Consider if your wife or husband had cancer and all the best doctors based on the latest scientific findings on the current state of his/her condition said he/she had little chance of recovery and will die soon. So even though we should, in some sense, have a pessimistic outlook on the chances of survival of our spouse, we should adopt a more roseate affective state towards their full recovery. We should have positive feelings towards their chances of recovery even though we believe (and it is possible that they will rationally believe too) that their chances are slim. We should have these positive feelings towards full recovery despite the justified beliefs. In fact, we wouldn't be good spouses, friends, family members, etc if we didn't adopt these feelings in just these kinds of circumstances.
Consider the concept of hope. I can hope that you, my best friend, will win the lottery the next time you buy a ticket despite the fact that I know you will have little chances of winning and I can be fully wanting you winning it. There's nothing irrational about this. In some sense, that's being optimistic about you winning the lottery. So the concept of hope involves a lot of these optimistic feelings (attitudes or affective states)without there even being a necessity built into the concept for an optimistic belief. Indeed, we hope for things all the time for ourselves and our loved ones without believing they are likely to befall us. We also sometimes hope that the wicked will get their just deserts even on occasions when we believe that there's little chances of it happening. Reality is simply irrelevant to this kind of attitude. The expression of the positive "optimistic" attitudes in hoping for the best is a gesture of good will and required for our being good human beings.
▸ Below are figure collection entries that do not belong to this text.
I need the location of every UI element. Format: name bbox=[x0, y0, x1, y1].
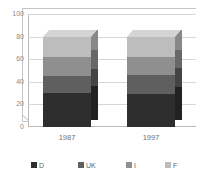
y-axis-tick-label: 60 bbox=[2, 55, 24, 62]
bar-segment-UK-1997[interactable] bbox=[127, 75, 175, 94]
legend-swatch-UK bbox=[78, 162, 84, 168]
legend-swatch-F bbox=[165, 162, 171, 168]
legend-item-I[interactable]: I bbox=[126, 160, 136, 170]
x-axis-tick-label: 1997 bbox=[119, 134, 183, 142]
legend-swatch-D bbox=[31, 162, 37, 168]
bar-segment-side-D-1997 bbox=[175, 87, 182, 120]
legend-label: I bbox=[134, 162, 136, 169]
legend-item-UK[interactable]: UK bbox=[78, 160, 96, 170]
chart-legend: DUKIF bbox=[0, 160, 206, 172]
y-axis-tick-label: 40 bbox=[2, 78, 24, 85]
bar-segment-side-UK-1997 bbox=[175, 68, 182, 87]
bar-segment-I-1987[interactable] bbox=[43, 57, 91, 76]
y-axis-tick-label: 0 bbox=[2, 123, 24, 130]
bar-segment-F-1997[interactable] bbox=[127, 37, 175, 57]
bar-segment-UK-1987[interactable] bbox=[43, 76, 91, 93]
legend-swatch-I bbox=[126, 162, 132, 168]
legend-item-D[interactable]: D bbox=[31, 160, 44, 170]
bar-segment-D-1987[interactable] bbox=[43, 93, 91, 127]
legend-item-F[interactable]: F bbox=[165, 160, 177, 170]
bar-top-face-1987 bbox=[43, 30, 97, 37]
plot-depth-top-edge bbox=[22, 8, 196, 9]
bar-segment-D-1997[interactable] bbox=[127, 94, 175, 127]
bar-1997[interactable] bbox=[127, 14, 175, 127]
y-axis-tick-label: 20 bbox=[2, 100, 24, 107]
bar-segment-I-1997[interactable] bbox=[127, 57, 175, 75]
bar-segment-F-1987[interactable] bbox=[43, 37, 91, 57]
legend-label: UK bbox=[86, 162, 96, 169]
bar-segment-side-D-1987 bbox=[91, 86, 98, 120]
stacked-column-chart: 100806040200 19871997 DUKIF bbox=[0, 0, 206, 180]
legend-label: D bbox=[39, 162, 44, 169]
bar-top-face-1997 bbox=[127, 30, 181, 37]
bar-segment-side-UK-1987 bbox=[91, 69, 98, 86]
bar-segment-side-I-1997 bbox=[175, 50, 182, 68]
legend-label: F bbox=[173, 162, 177, 169]
x-axis-tick-label: 1987 bbox=[35, 134, 99, 142]
bar-1987[interactable] bbox=[43, 14, 91, 127]
bar-segment-side-I-1987 bbox=[91, 50, 98, 69]
y-axis-tick-label: 100 bbox=[2, 10, 24, 17]
y-axis-tick-label: 80 bbox=[2, 33, 24, 40]
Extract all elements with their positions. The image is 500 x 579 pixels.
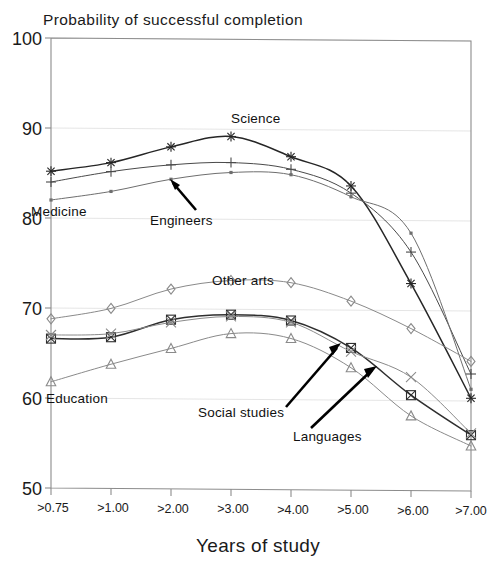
marker-plus (166, 160, 176, 170)
y-tick-label-50: 50 (22, 479, 42, 499)
x-tick-label-0: >0.75 (37, 501, 69, 515)
marker-asterisk (406, 279, 416, 289)
x-tick-label-2: >2.00 (157, 502, 189, 516)
series-line (51, 136, 471, 398)
marker-plus (286, 164, 296, 174)
series-label-science: Science (231, 111, 280, 126)
series-label-engineers: Engineers (150, 213, 213, 228)
y-tick-label-90: 90 (22, 119, 42, 139)
series-layer (46, 131, 476, 450)
marker-asterisk (226, 131, 236, 141)
y-tick-label-60: 60 (22, 389, 42, 409)
series-label-medicine: Medicine (31, 204, 87, 219)
series-label-languages: Languages (293, 429, 362, 444)
series-education (46, 329, 476, 450)
line-chart: Probability of successful completion 100… (0, 0, 500, 579)
chart-container: Probability of successful completion 100… (0, 0, 500, 579)
y-tick-label-70: 70 (22, 299, 42, 319)
series-label-social-studies: Social studies (198, 405, 284, 420)
marker-boxed-x (407, 391, 416, 400)
x-tick-label-4: >4.00 (277, 503, 309, 517)
marker-dot (49, 198, 52, 201)
marker-dot (289, 173, 292, 176)
y-axis-ticks (45, 38, 51, 488)
marker-cross (406, 372, 416, 382)
x-tick-label-7: >7.00 (455, 504, 487, 518)
x-tick-label-1: >1.00 (97, 501, 129, 515)
y-tick-label-100: 100 (12, 29, 42, 49)
x-tick-label-3: >3.00 (217, 502, 249, 516)
marker-dot (229, 171, 232, 174)
plot-frame (51, 38, 471, 491)
marker-plus (226, 158, 236, 168)
x-axis-title: Years of study (196, 535, 320, 556)
marker-plus (106, 167, 116, 177)
series-label-education: Education (46, 391, 108, 406)
marker-dot (469, 388, 472, 391)
series-label-other-arts: Other arts (212, 273, 274, 288)
marker-asterisk (166, 142, 176, 152)
marker-asterisk (106, 158, 116, 168)
marker-dot (349, 195, 352, 198)
marker-asterisk (286, 152, 296, 162)
series-line (51, 280, 471, 362)
marker-plus (406, 247, 416, 257)
marker-asterisk (46, 166, 56, 176)
chart-title: Probability of successful completion (43, 11, 303, 28)
marker-dot (109, 190, 112, 193)
x-tick-label-5: >5.00 (337, 503, 369, 517)
languages-arrow-line (311, 370, 372, 428)
x-tick-label-6: >6.00 (397, 504, 429, 518)
series-line (51, 333, 471, 446)
marker-dot (409, 232, 412, 235)
marker-asterisk (466, 393, 476, 403)
marker-plus (466, 369, 476, 379)
gridlines (51, 38, 471, 401)
marker-cross (286, 317, 296, 327)
marker-plus (46, 177, 56, 187)
social-studies-arrow-line (286, 348, 337, 407)
series-other-arts (47, 275, 475, 366)
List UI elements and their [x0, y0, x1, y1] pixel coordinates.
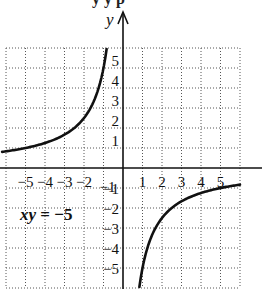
x-tick-label: 2: [158, 174, 166, 190]
equation-label: xy = −5: [19, 205, 72, 224]
y-tick-label: 3: [112, 93, 120, 109]
hyperbola-graph: y y p y −5−4−3−2−112345 54321−1−2−3−4−5 …: [0, 0, 262, 289]
y-tick-label: −3: [103, 221, 119, 237]
equation-rhs: = −5: [36, 205, 72, 224]
y-tick-label: −2: [103, 201, 119, 217]
x-tick-label: −2: [76, 174, 92, 190]
x-tick-label: 4: [197, 174, 205, 190]
x-tick-label: −5: [18, 174, 34, 190]
y-tick-label: 4: [112, 73, 120, 89]
x-tick-label: −3: [57, 174, 73, 190]
y-tick-label: −5: [103, 261, 119, 277]
x-tick-label: −4: [37, 174, 53, 190]
curve-right-branch: [139, 185, 240, 287]
x-tick-labels: −5−4−3−2−112345: [18, 174, 225, 195]
cropped-title-fragment: y y p: [92, 0, 125, 8]
equation-lhs: xy: [19, 205, 37, 224]
y-axis-label: y: [104, 10, 114, 29]
y-tick-label: 5: [112, 53, 120, 69]
x-tick-label: 3: [178, 174, 186, 190]
curve-left-branch: [2, 49, 107, 152]
y-tick-label: 2: [112, 113, 120, 129]
y-tick-label: −1: [103, 181, 119, 197]
y-tick-label: −4: [103, 241, 119, 257]
y-tick-labels: 54321−1−2−3−4−5: [103, 53, 119, 277]
y-tick-label: 1: [112, 133, 120, 149]
x-tick-label: 1: [139, 174, 147, 190]
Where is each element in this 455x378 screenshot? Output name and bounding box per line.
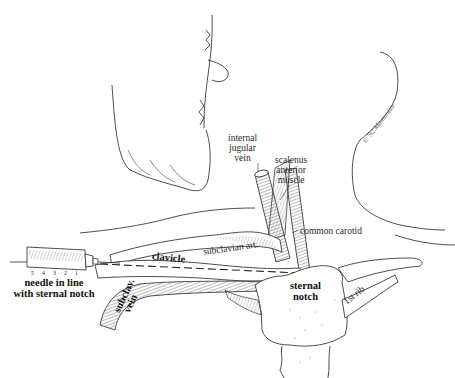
label-common-carotid: common carotid bbox=[300, 226, 362, 236]
right-clavicle-and-rib bbox=[338, 258, 422, 318]
label-internal-jugular-vein: internal jugular vein bbox=[228, 133, 257, 163]
label-sternal-notch: sternal notch bbox=[290, 280, 321, 302]
ear-outline bbox=[199, 15, 228, 128]
jaw-outline bbox=[112, 85, 210, 191]
anatomy-drawing bbox=[0, 0, 455, 378]
label-scalenus-anterior-muscle: scalenus anterior muscle bbox=[275, 155, 307, 185]
label-needle-instruction: needle in line with sternal notch bbox=[13, 277, 95, 299]
illustration-canvas: 5 4 3 2 1 internal jugular vein scalenus… bbox=[0, 0, 455, 378]
left-first-rib bbox=[225, 290, 262, 315]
Even when there is no chance of a positive outcome, we may still have good reason to be hopeful. Consider the doctor protagonists in Camus' The Plague. He can work like he does and presumably have the same optimistic attitudes (despite his actual beliefs) as he does as if his situation had not been that dire without being irrational. We may have "existential" reasons to adopt such feelings despite knowing there is no chance of a positive outcome not because we know it will make a difference in the outcome but because we are doing what's required to be worthy of that positive outcome.
So I would argue that an atheist can be rationally optimistic because we can hope for much better even if we believe there's little chances of that happening. I'll call this kind of optimistic atheist the "hopeful atheist". So this shows that McCord Adams is wrong on the necessity part of her claim but maybe she is right that most or many atheists should revise their beliefs on god because most atheists optimism is based not on this kind of reality irrelevant attitude from hope but based on not being able to come to terms with reality? That is, if they fully embraced rational beliefs about reality, they would come to see that their attitudes had been wrong. I'll call these atheists "blinders atheists". Then her argument would only be aimed at these blinders atheists and would be ineffective against hopeful atheists. This then is a much more plausible albeit far less strong a claim (again, assuming that her claim that history shows there is no improvement in the perpetration of evils).
I think that McCord Adams also makes a fatalistic fallacy because we can argue that even though it's unlikely that there will be much less evil in the future, for that possibility to happen, it will be much more likely if we adopt a more optimistic attitude. So that will gives us rational reasons to adopt it because it will raise our chances to improve the world even if that improvement will not make it probable that it will.